Are cell phone calls on airplane flights inevitable?

(CNN) — Ah, holiday travel. Between huge crowds and weather delays, flying during this time of year is hectic. Now close your eyes and imagine the entire scenario with one additional annoyance: Loud talkers yammering into their cell phones at 35,000 feet.

Don’t worry — this potentially ear-splitting scenario isn’t a reality yet. At least not in the United States. But it could be soon. Some even say it’s just a year or two away.

The technology to support midair cell phone calls exists right now.

Just about every plane that offers WiFi has the bandwidth to support voice over the internet, and several international airlines allow voice calls on certain routes already. Still, at least on domestic US flights, voice calls are forbidden for four distinct reasons: flight attendants, public perception, concerns about safety and US law.

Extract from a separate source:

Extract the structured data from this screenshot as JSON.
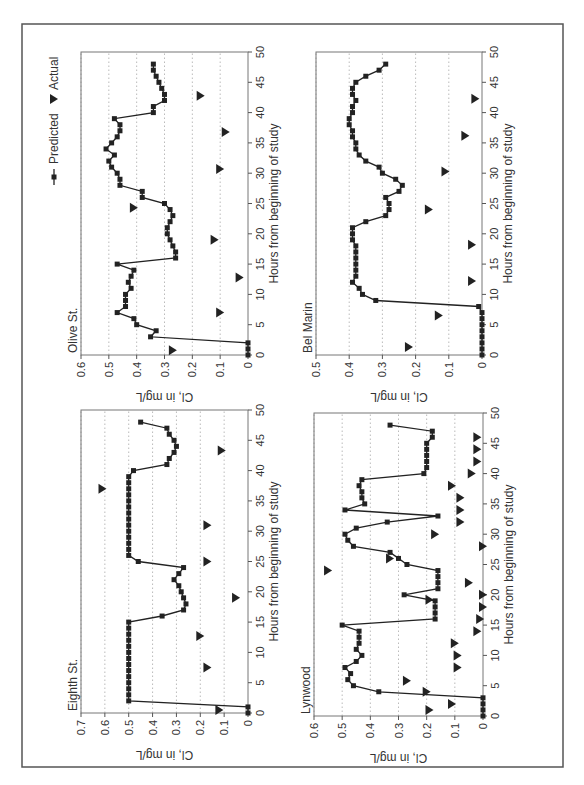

Airline officials won’t even consider in-flight cell-phone calls until or unless they feel there is overwhelming demand from customers to provide the service, according to Henry Harteveldt, president of Atmosphere Research Group, a travel industry analysis firm in San Francisco. Even then, airlines still may not cave in.

“No matter how you look at it, allowing cell phone calls on planes is controversial,” he says. “These are precisely the kinds of issues airlines tend to avoid addressing unless they must.”

Without question, flight attendants are the biggest barrier to allowing voice calls in the air.

Pretty much across the board, people who work in airplane cabins say the idea of allowing passengers unfettered in-flight phone use would lead to chaos, conflict and downright craziness in flight. As such, they oppose phone use vociferously.

Flight attendants are already tasked with managing overhead bin use, monitoring drink intake among unruly passengers and mediating fights between seat-recliners and passengers who don’t recline.

Taylor Garland, spokesperson for the Association of Flight Attendants, a union representing 50,000 flight attendants at 20 airlines, says her colleagues don’t want to take on any more policing of passengers’ social behaviors.

“We are strongly against voice calls on planes,” she wrote in a recent email. In another, she doubled down with all caps: “NO CELL PHONES.”